Remembering Gwendolyn MacEwen
The Canadian poet was inspired by everything from Ancient Egyptian mythology to folk magic, from Gnosticism to global politics.
Was This Book the Original Eat, Pray, Love?
Letters Written During a Short Residence in Sweden, Norway, and Denmark was arguably the most popular book ever written by Mary Wollstonecraft.
The Lady Who Might Have Been Queen of England
The failed campaign to put Lady Arbella Stuart in the line of succession began with a matchmaking scheme between her two grandmothers.

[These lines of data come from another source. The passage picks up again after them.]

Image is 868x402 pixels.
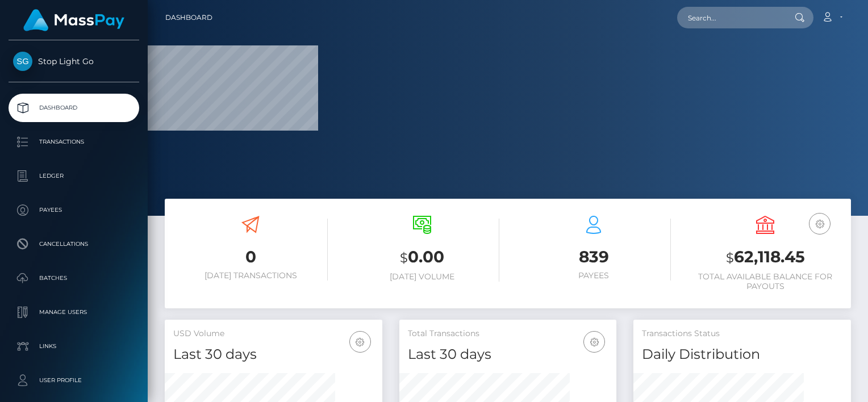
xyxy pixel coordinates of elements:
[165,6,212,30] a: Dashboard
[13,372,135,389] p: User Profile
[13,202,135,219] p: Payees
[9,94,139,122] a: Dashboard
[13,236,135,253] p: Cancellations
[9,162,139,190] a: Ledger
[688,272,842,291] h6: Total Available Balance for Payouts
[9,332,139,361] a: Links
[9,230,139,258] a: Cancellations
[13,133,135,150] p: Transactions
[13,338,135,355] p: Links
[642,328,842,339] h5: Transactions Status
[688,246,842,269] h3: 62,118.45
[516,246,671,268] h3: 839
[9,128,139,156] a: Transactions
[642,344,842,364] h4: Daily Distribution
[9,366,139,394] a: User Profile
[408,344,608,364] h4: Last 30 days
[9,196,139,224] a: Payees
[13,52,33,71] img: Stop Light Go
[13,303,135,321] p: Manage Users
[344,272,499,281] h6: [DATE] Volume
[9,264,139,292] a: Batches
[13,168,135,185] p: Ledger
[344,246,499,269] h3: 0.00
[173,271,327,280] h6: [DATE] Transactions
[677,7,784,28] input: Search...
[173,328,374,339] h5: USD Volume
[13,269,135,286] p: Batches
[516,271,671,280] h6: Payees
[9,56,139,67] span: Stop Light Go
[173,344,374,364] h4: Last 30 days
[408,328,608,339] h5: Total Transactions
[726,250,733,266] small: $
[23,9,124,31] img: MassPay Logo
[9,298,139,327] a: Manage Users
[400,250,408,266] small: $
[13,99,135,116] p: Dashboard
[173,246,327,268] h3: 0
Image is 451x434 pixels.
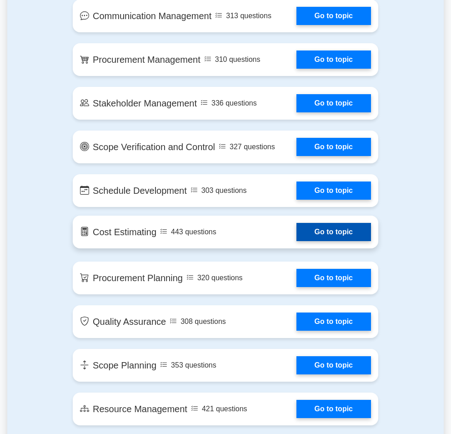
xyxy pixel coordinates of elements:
a: Go to topic [297,269,371,287]
a: Go to topic [297,223,371,241]
a: Go to topic [297,138,371,156]
a: Go to topic [297,182,371,200]
a: Go to topic [297,7,371,25]
a: Go to topic [297,400,371,418]
a: Go to topic [297,313,371,331]
a: Go to topic [297,94,371,112]
a: Go to topic [297,50,371,69]
a: Go to topic [297,356,371,374]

That Time Jean-Paul Sartre Got High on Mescaline
The French existentialist got more than he bargained for when he went in search of drug-induced inspiration for his philosophical writings.

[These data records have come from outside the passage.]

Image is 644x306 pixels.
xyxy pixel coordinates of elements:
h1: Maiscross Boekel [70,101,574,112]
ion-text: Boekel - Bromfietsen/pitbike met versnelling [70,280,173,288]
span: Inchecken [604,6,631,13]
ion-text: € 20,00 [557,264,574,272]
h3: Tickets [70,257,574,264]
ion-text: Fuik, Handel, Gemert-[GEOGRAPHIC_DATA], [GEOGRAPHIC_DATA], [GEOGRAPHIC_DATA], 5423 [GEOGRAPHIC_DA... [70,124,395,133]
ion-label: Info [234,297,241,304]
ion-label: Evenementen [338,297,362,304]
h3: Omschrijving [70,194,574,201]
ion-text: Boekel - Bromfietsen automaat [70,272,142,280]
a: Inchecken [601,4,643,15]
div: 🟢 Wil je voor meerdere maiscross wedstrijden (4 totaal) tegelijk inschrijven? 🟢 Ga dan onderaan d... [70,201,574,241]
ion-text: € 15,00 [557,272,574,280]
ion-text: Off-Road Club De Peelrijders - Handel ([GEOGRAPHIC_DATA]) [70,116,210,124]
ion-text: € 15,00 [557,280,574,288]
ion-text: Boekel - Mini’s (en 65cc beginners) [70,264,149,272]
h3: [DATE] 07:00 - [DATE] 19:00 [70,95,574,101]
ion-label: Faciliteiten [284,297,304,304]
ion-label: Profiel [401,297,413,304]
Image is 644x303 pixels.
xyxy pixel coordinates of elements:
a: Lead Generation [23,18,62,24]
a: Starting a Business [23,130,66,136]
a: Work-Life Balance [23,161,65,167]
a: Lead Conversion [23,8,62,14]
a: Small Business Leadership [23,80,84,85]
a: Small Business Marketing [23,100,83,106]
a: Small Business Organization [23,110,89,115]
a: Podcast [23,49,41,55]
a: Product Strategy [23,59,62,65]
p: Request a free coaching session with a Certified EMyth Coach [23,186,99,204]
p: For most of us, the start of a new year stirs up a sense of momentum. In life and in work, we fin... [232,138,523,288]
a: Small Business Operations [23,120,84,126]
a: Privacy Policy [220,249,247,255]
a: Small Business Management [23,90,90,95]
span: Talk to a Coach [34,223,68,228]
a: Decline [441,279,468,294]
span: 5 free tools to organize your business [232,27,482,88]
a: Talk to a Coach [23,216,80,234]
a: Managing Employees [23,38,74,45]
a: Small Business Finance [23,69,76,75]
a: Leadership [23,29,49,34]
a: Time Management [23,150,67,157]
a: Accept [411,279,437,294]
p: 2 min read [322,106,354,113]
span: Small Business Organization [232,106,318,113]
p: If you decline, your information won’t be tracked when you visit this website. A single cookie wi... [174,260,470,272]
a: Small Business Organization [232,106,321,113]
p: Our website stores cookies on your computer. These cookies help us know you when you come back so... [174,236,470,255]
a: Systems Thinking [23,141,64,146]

Jane Austen’s Mock History Book
Working with her sister, Cassandra, the teenaged Austen composed a satirical send-up of England's monarchs.
The Reading Abbey Girls’ School
This all-girls boarding school in England produced a generation of accomplished female writers in the eighteenth century.
Who Was the Little Girl in Las Meninas?
A Spanish princess who became a German queen, Margarita Teresa lived a life structured by Catholicism and cut short by consanguinity.
The Marriage Myths of Jadwiga of Poland
Crowned rex Poloniae, King of Poland, as a ten-year-old, Jadwiga soon had a decision to make: should she marry for love, or should she marry for politics?
The Hoax That Inspired Mary Shelley
In the hot summer of 1826, the British people—including science fiction author, Mary Shelley—embraced a fake and frozen Roger Dodsworth.
Beatrice Hastings: The Forgotten Modernist
Marginalized in early histories of Modernist literature, Hastings left a mark on one of the most influential literary magazines of the early twentieth century.